The delivery guys had propped the new mattress against the wall in the hallway and as Jack and Tommy searched the kitchen, they moved the bloodstained mattress out the front door and up the ramp into the truck, away from prying eyes.
Jack could hear Mayor directing the cleaning crew as he started searching the freezer while Tommy combed the silverware drawer. He knew from years in the narcotics business that the freezer was a drug dealer’s go-to place to hide their stash. But there was nothing.
“What exactly are we looking for?” Tommy asked.
“Mia knew she was being hunted. I don’t know what’s in the P.O. box, but there’s no way she wouldn’t have her passport close at hand in case she had to bolt.”
Tommy watched Jack work for a beat, then, “My wife wanted me to buy her a Sub-Zero fridge.”
“Yeah? Did you?”
“Oh yeah. I spent ten grand on a refrigerator to keep a two-dollar head of lettuce from wilting.
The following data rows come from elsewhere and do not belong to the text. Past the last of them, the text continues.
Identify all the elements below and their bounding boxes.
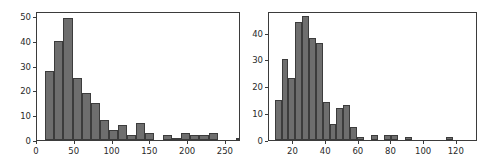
histogram-bar — [199, 135, 208, 140]
histogram-bar — [343, 105, 350, 140]
y-tick-mark — [265, 60, 268, 61]
x-tick-mark — [74, 141, 75, 144]
y-tick-label: 10 — [10, 111, 31, 121]
histogram-bar — [118, 125, 127, 140]
x-tick-label: 120 — [448, 146, 464, 156]
histogram-bar — [405, 137, 412, 140]
histogram-bar — [316, 43, 323, 140]
y-tick-mark — [265, 34, 268, 35]
x-tick-mark — [423, 141, 424, 144]
x-tick-mark — [149, 141, 150, 144]
histogram-bar — [309, 38, 316, 140]
x-tick-mark — [187, 141, 188, 144]
histogram-bar — [209, 133, 218, 140]
histogram-bar — [275, 100, 282, 140]
x-tick-label: 100 — [415, 146, 431, 156]
left-plot-axes — [36, 12, 240, 141]
y-tick-label: 20 — [242, 82, 263, 92]
y-tick-label: 10 — [242, 109, 263, 119]
x-tick-label: 150 — [141, 146, 157, 156]
y-tick-label: 40 — [242, 29, 263, 39]
histogram-bar — [384, 135, 391, 140]
histogram-bar — [357, 137, 364, 140]
x-tick-label: 250 — [217, 146, 233, 156]
histogram-bar — [295, 22, 302, 140]
histogram-bar — [371, 135, 378, 140]
histogram-bar — [302, 16, 309, 140]
y-tick-mark — [33, 116, 36, 117]
y-tick-label: 40 — [10, 37, 31, 47]
y-tick-mark — [265, 114, 268, 115]
histogram-bar — [330, 124, 337, 140]
histogram-bar — [236, 138, 239, 140]
histogram-bar — [446, 137, 453, 140]
x-tick-label: 200 — [179, 146, 195, 156]
histogram-bar — [100, 120, 109, 140]
right-bars-container — [269, 13, 476, 140]
right-histogram-panel: 20406080100120 010203040 — [248, 0, 496, 167]
histogram-bar — [172, 138, 181, 140]
x-tick-label: 50 — [68, 146, 79, 156]
histogram-bar — [73, 78, 82, 140]
histogram-bar — [181, 133, 190, 140]
y-tick-mark — [265, 87, 268, 88]
histogram-figure: 050100150200250 01020304050 204060801001… — [0, 0, 496, 167]
y-tick-label: 20 — [10, 86, 31, 96]
histogram-bar — [323, 102, 330, 140]
x-tick-label: 20 — [287, 146, 298, 156]
histogram-bar — [145, 133, 154, 140]
x-tick-mark — [36, 141, 37, 144]
x-tick-mark — [325, 141, 326, 144]
y-tick-label: 30 — [242, 55, 263, 65]
y-tick-label: 50 — [10, 12, 31, 22]
x-tick-label: 60 — [352, 146, 363, 156]
x-tick-label: 0 — [33, 146, 38, 156]
y-tick-mark — [33, 141, 36, 142]
histogram-bar — [190, 135, 199, 140]
histogram-bar — [136, 123, 145, 140]
left-histogram-panel: 050100150200250 01020304050 — [0, 0, 248, 167]
x-tick-mark — [358, 141, 359, 144]
x-tick-label: 100 — [103, 146, 119, 156]
histogram-bar — [54, 41, 63, 140]
y-tick-mark — [33, 17, 36, 18]
x-tick-mark — [225, 141, 226, 144]
histogram-bar — [63, 18, 72, 140]
histogram-bar — [127, 135, 136, 140]
histogram-bar — [91, 103, 100, 140]
x-tick-mark — [112, 141, 113, 144]
histogram-bar — [109, 130, 118, 140]
x-tick-mark — [390, 141, 391, 144]
y-tick-label: 0 — [242, 136, 263, 146]
x-tick-mark — [456, 141, 457, 144]
histogram-bar — [45, 71, 54, 140]
y-tick-mark — [33, 42, 36, 43]
x-tick-mark — [292, 141, 293, 144]
y-tick-label: 0 — [10, 136, 31, 146]
histogram-bar — [391, 135, 398, 140]
histogram-bar — [82, 93, 91, 140]
histogram-bar — [288, 78, 295, 140]
histogram-bar — [282, 59, 289, 140]
y-tick-mark — [33, 67, 36, 68]
histogram-bar — [350, 127, 357, 140]
histogram-bar — [336, 108, 343, 140]
left-bars-container — [37, 13, 239, 140]
right-plot-axes — [268, 12, 477, 141]
x-tick-label: 40 — [320, 146, 331, 156]
y-tick-label: 30 — [10, 62, 31, 72]
y-tick-mark — [33, 91, 36, 92]
y-tick-mark — [265, 141, 268, 142]
x-tick-label: 80 — [385, 146, 396, 156]
histogram-bar — [163, 135, 172, 140]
And I’m not a big salad guy.”
“But Elizabeth was happy?”
“She likes her lettuce.”
Jack came up empty in the fridge and started on the upper cabinets while Tommy rifled through catalogs, warranties, and instruction manuals he found for kitchen appliances that were gathering dust on the lower shelves.
The two men were careful to put things back where they found them, and after going through every drawer, cabinet, and nook, they started in the living room. Again, nothing. Jack worked to control his frustration as they made their way back into the guest bedroom.
The room sat empty now. The bed had been stripped; Mia’s belongings had been taken into police custody for storage until family members could be found and notified.
Jack eyed the private garden just beyond the sliding glass door and tried to visualize it from Mia’s point of view. It was Zenlike and well manicured, with a nice combination of annuals for color and perennials to keep order. A two-foot-tall, fat metal Buddha with a green patina sat serenely on a stone pedestal in the center of the garden. It probably made her happy, he thought. It made his heart ache.